Based on the generalisation that they “have not increased taxes in the major revenue generating categories, such as personal income tax, VAT and the general fuel levy”, the minister went on to “caution” that the National Treasury “would have no choice but to revisit this (referring to the so-called no increase of the VAT, and the other taxes that he mentioned in the same line) …if there are permanent expenditure increases”. We consider this to be a threat directed at the popular call for the government to establish a universal basic income grant, among others. The SACP denounces the threat and reiterates its stance against increasing taxes that will negatively impact the working-class and poor, such as the VAT, while reducing tax for the rich.

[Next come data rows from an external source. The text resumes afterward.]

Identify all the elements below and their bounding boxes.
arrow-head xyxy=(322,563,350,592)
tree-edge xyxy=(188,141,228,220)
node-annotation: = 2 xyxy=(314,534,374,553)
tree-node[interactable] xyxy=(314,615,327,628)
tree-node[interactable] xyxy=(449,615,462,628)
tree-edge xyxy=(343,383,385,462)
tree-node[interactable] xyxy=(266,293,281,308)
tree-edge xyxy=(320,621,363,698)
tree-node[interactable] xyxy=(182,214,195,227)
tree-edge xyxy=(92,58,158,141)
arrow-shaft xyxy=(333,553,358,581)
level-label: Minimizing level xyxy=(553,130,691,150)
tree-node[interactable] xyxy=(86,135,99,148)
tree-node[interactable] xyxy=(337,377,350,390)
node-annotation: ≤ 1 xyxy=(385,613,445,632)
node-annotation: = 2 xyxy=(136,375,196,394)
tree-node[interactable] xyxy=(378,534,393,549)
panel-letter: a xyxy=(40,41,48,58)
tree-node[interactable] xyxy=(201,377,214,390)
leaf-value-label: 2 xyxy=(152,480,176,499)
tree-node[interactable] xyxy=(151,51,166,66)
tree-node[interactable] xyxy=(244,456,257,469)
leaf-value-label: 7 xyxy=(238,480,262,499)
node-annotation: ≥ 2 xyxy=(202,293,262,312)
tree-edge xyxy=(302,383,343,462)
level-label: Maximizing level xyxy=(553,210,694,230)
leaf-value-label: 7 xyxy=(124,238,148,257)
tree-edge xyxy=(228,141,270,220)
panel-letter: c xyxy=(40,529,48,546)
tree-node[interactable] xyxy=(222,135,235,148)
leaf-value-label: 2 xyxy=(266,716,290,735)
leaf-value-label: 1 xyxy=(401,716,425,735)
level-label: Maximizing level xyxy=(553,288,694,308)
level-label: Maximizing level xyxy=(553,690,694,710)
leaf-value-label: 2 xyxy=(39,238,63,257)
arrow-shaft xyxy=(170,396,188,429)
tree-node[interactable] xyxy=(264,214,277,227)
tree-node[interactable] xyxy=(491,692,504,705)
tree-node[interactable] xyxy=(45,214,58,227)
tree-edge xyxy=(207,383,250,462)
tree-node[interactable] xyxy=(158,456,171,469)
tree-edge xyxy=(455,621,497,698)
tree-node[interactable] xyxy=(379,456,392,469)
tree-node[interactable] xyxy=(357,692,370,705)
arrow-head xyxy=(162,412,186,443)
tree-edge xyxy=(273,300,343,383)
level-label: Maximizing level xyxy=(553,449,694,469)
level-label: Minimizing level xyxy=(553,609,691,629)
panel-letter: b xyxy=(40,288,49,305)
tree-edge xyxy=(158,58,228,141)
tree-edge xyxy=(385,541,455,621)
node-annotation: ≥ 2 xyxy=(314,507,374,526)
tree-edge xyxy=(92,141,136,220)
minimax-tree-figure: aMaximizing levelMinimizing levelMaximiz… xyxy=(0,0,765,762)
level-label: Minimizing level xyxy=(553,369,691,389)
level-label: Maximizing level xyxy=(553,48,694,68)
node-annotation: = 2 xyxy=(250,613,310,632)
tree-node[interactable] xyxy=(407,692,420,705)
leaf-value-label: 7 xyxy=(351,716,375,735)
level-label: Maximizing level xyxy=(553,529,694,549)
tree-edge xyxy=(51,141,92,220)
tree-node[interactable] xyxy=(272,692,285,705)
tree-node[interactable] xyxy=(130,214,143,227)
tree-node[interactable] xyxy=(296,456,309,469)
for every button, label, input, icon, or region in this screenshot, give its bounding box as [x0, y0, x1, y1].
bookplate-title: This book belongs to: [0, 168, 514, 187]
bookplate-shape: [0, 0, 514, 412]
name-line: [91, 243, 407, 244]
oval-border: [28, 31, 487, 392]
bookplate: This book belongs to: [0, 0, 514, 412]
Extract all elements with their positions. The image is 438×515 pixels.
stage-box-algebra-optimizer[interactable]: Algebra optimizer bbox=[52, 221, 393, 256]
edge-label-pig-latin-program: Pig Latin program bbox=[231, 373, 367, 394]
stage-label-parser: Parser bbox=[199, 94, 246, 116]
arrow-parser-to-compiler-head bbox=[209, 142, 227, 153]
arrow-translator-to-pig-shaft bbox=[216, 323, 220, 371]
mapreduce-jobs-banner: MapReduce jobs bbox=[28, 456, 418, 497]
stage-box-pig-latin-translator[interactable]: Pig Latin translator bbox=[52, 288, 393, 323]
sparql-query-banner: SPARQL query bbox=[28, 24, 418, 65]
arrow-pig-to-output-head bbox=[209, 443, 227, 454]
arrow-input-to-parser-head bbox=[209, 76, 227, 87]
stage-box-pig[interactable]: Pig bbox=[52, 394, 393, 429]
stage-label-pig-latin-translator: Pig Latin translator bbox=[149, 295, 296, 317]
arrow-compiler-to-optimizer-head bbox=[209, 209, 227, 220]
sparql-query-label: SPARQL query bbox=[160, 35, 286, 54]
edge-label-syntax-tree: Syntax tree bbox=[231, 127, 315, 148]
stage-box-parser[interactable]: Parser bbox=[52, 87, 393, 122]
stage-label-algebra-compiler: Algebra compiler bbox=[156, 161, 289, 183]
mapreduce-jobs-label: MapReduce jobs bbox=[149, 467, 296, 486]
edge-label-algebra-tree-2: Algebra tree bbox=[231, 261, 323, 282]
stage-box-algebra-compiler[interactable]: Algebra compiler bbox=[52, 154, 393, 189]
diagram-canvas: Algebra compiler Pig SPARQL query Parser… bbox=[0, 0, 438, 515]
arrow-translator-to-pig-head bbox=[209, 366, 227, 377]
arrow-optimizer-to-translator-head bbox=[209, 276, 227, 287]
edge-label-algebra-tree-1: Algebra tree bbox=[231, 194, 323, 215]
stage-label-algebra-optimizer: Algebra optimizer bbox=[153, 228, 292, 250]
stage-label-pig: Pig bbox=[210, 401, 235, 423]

In a society such as South Africa which is characterised by persisting astronomical levels of both income and wealth inequality, unemployment and poverty, the government should be pursuing a more progressive tax framework to support national development imperatives, including redress and redistribution. This should include an annual wealth tax and taxes such as taxes on wealth inheritance and luxury imports, among other taxes on the wealthy.
State-Owned Enterprises
The government has the duty to support State-Owned Enterprises (SOEs) to achieve a turnaround and thrive and to grow the publicly owned economic sector, to take care of the needs of the people, the majority of whom is the working-class and poor, black, women and youth, and to support other national development imperatives.
The SACP is therefore strongly opposed to the macroeconomic framework that deprives the critical SOEs with adequate recapitalisation or defunds them. Together with governance decay under state capture and other forms of corruption, as well as looting, such macroeconomic approaches are a prelude to privatisation. This is highly problematic, to say the least.
The SACP will seek engagements with the Alliance partners regarding the observations we have made in relation to the trend that emerged since the adoption of GEAR in 1996 and under state capture, other forms of corruption and governance decay. Equally important, we will engage with other formations in our effort to build a popular Left front in defence of, and to advance and deepen, developmental state participation in the economy.
In the same vein we want to see support commensurate with the need to build a thriving co-operatives sector that cuts across the length and breadth of our economy.
International Monetary Fund and the World Bank
The SACP reiterates its strong opposition to fiscal policy measures that have the effect of subordinating our democratic policy space to any neo-liberal agenda driven by the Washington-based International Monetary Fund and World Bank, as well as by the Paris-based Organisation for Economic Co-Operation and Development, credit rating agencies, or by any other institution or class, domestic and foreign. This firm opposition includes opposition to the use of borrowing and the National Treasury as vehicles for importing, domesticating and implementing such agendas.